The country urgently needed 2,000 medical specialists across acute hospital and psychiatry services.  It also required up to 1,660 additional GPs along with a sustainable career pathway for general practice.

In addition, a further 5,000 beds were required urgently, outlined the Organisation, which said focusing on the minimum requirements of the health capacity review were insufficient.

Dr Kelly said that the HIQA report would be a damning indictment in normal times.

“The report details the long-term damage caused by under investment and poor policy decisions. Tragically these problems have been ongoing for so long that public has learnt to accept the unacceptable when it comes to waiting lists and access to timely care,” according to Dr Kelly.

“This is not something we can or should accept and as Government now considers measures for the budget, we need to see a significant ramping up of sustainable investment in our services that will deliver timely patient care in a system that is well resourced and properly staffed.

Commenting on the overview of HIQA’s monitoring of healthcare services in 2020, Prof Rob Landers, Vice President, Irish Hospital Consultants Association, said:

“While the report details some areas of improvement made in our health service last year, it is clear that we still face the same long-standing issues in our system, namely, workforce shortages, chronic overcrowding and widespread capacity deficits.

“This is before we even consider the impact that COVID-19 has and continues to have – and which has changed the face of healthcare.

“What’s not changed, however, is the unacceptable number of people currently waiting on some form of list to see or be treated by a hospital consultant. Almost 1 million people now face this situation and such record waiting lists existed long before the pandemic exacerbated the problem.

“This pandemic and more recently, the cyberattack have exposed deep fundamental deficiencies in our health system which we always knew were there, but which have now been exposed in a way previously unseen.

“The impact of years of underinvestment and a lack of strategic leadership continues to hamper the provision of timely and efficient care. 1 in 5 hospital consultant posts continue to remain unfilled as needed, with some medical specialties experiencing far greater vacancy rates.

“Meanwhile, 385 patients waited on trolleys in our public hospitals today which is the 21st time since the start of the pandemic last March that the figure has gone over 300, but the second time it has done so this week already. More than half (11) of those breaches of 300 patients or more on trolleys have occurred in the past month – a worrying indicator for the winter ahead.

“Today’s trolley figures are one greater than the 384 described in 2006 by then Minister for Health Mary Harney as a ‘national emergency’ and the lack of meaningful action or urgency today to address this issue demonstrates a complete lack of understanding of just how bad things have gotten. “The continued risk of Covid-19 infection means that any overcrowding in our Emergency Departments is unacceptable and cannot be tolerated. Such overcrowding will also result in the further cancellation of scheduled care, which has already been decimated as a result of the pandemic.

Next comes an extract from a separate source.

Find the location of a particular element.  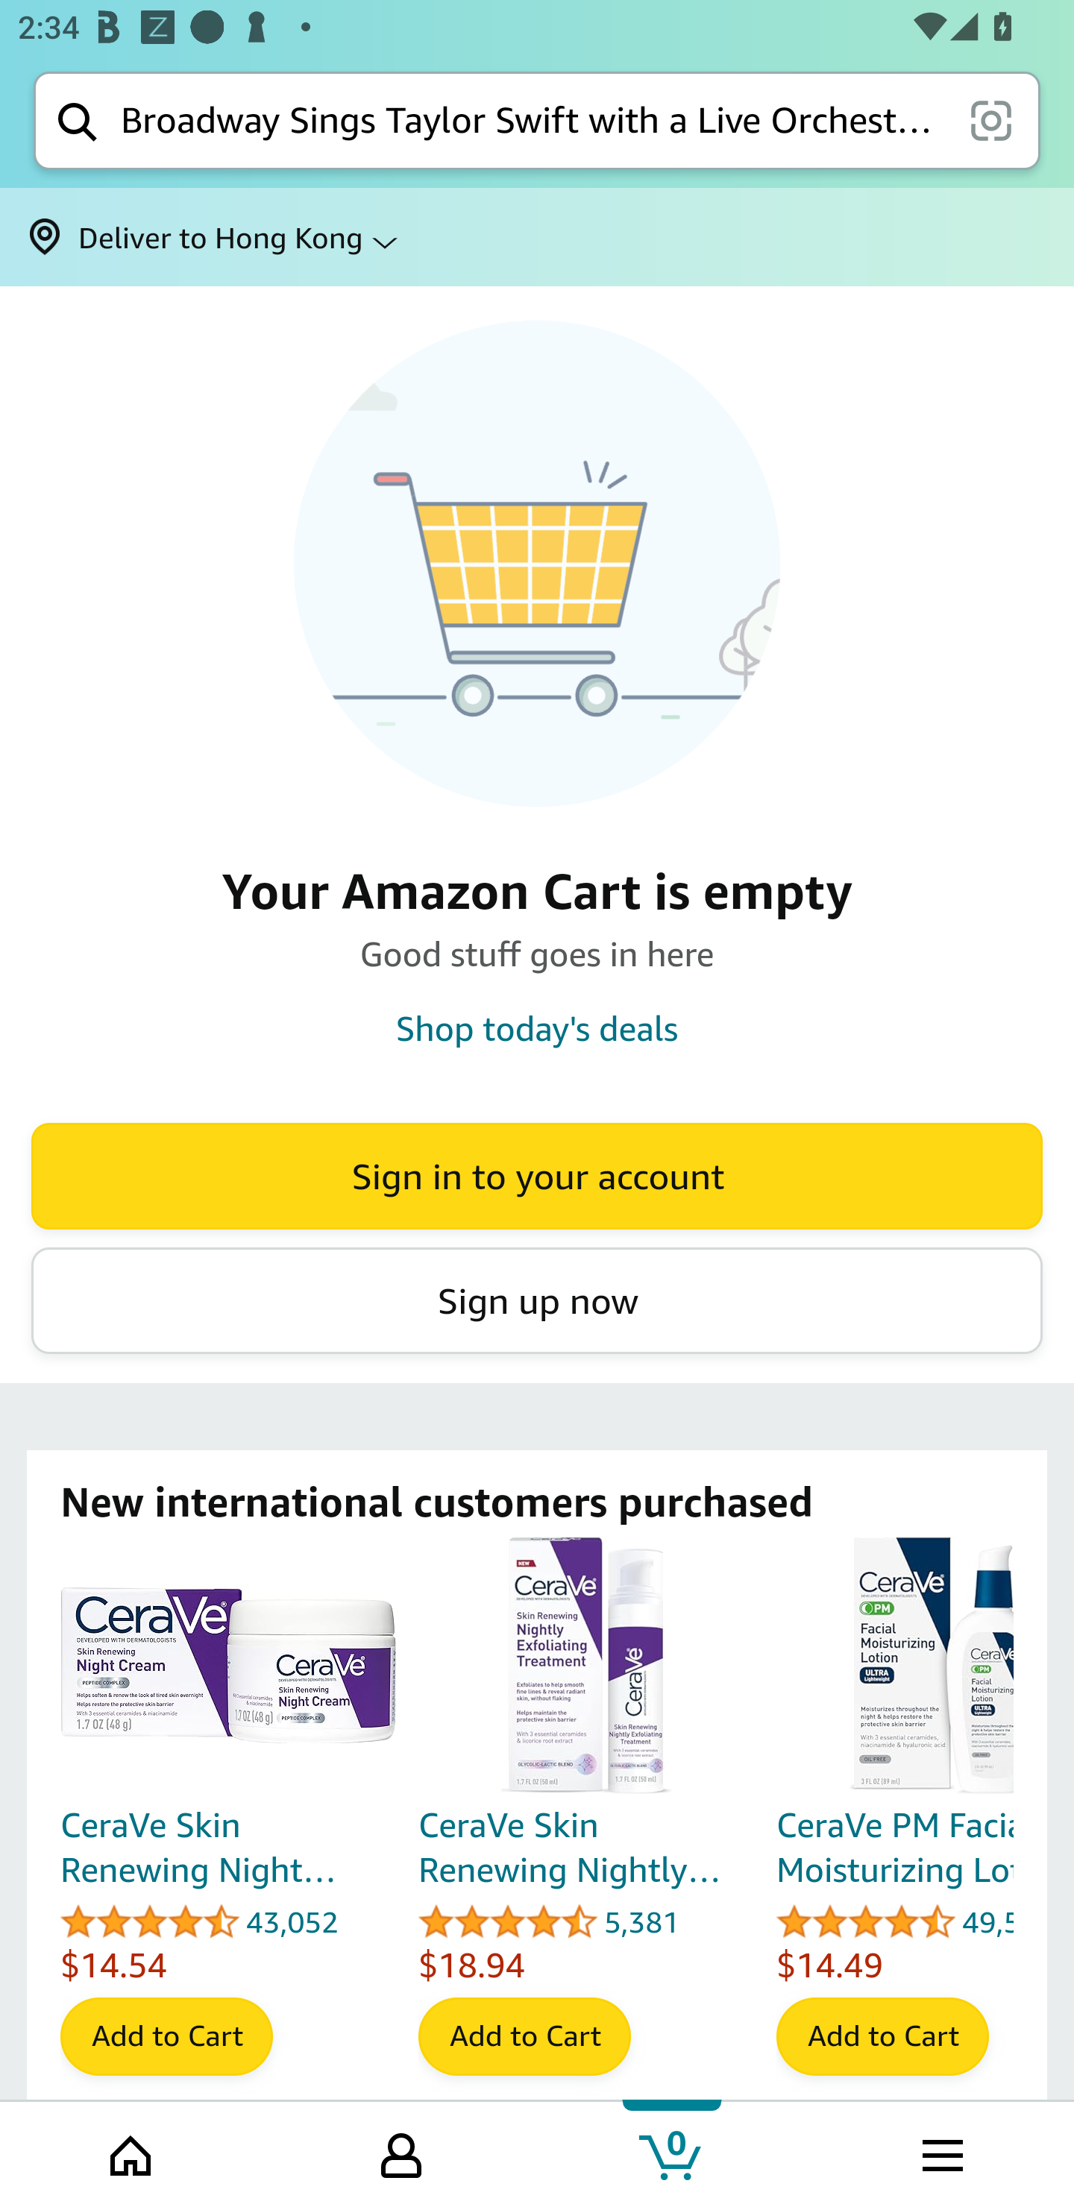

scan it is located at coordinates (991, 119).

“Our hospitals face a near-insurmountable challenge if urgent action is not taken now to address these issues. It is in the interest of all in the healthcare system to create an environment that medical specialists and wider staff want to work in, and that patients have trust in.

“The ongoing hospital consultant contract negotiations are critical to this and must be successful in finding workable solutions to the root causes of our recruitment and retention crisis.”